*Requirement*:
Nothing in the data is to be left out; copy it exactly.

(Input data Opens)

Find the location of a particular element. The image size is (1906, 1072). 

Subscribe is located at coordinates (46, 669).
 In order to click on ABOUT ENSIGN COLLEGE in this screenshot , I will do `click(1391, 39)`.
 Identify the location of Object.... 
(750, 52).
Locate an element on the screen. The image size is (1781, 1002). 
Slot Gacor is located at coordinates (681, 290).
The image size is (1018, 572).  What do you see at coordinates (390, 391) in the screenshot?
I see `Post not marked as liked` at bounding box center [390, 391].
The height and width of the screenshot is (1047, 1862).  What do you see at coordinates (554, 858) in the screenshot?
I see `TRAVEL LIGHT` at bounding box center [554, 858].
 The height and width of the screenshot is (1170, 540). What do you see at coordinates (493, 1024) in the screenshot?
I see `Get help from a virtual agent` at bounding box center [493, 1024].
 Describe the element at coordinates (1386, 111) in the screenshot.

(Input data Closes)

*Response to this exercise*:
Find the location of a particular element. The image size is (1906, 1072). 

Subscribe is located at coordinates (46, 669).
 In order to click on ABOUT ENSIGN COLLEGE in this screenshot , I will do `click(1391, 39)`.
 Identify the location of Object.... 
(750, 52).
Locate an element on the screen. The image size is (1781, 1002). 
Slot Gacor is located at coordinates (681, 290).
The image size is (1018, 572).  What do you see at coordinates (390, 391) in the screenshot?
I see `Post not marked as liked` at bounding box center [390, 391].
The height and width of the screenshot is (1047, 1862).  What do you see at coordinates (554, 858) in the screenshot?
I see `TRAVEL LIGHT` at bounding box center [554, 858].
 The height and width of the screenshot is (1170, 540). What do you see at coordinates (493, 1024) in the screenshot?
I see `Get help from a virtual agent` at bounding box center [493, 1024].
 Describe the element at coordinates (1386, 111) in the screenshot.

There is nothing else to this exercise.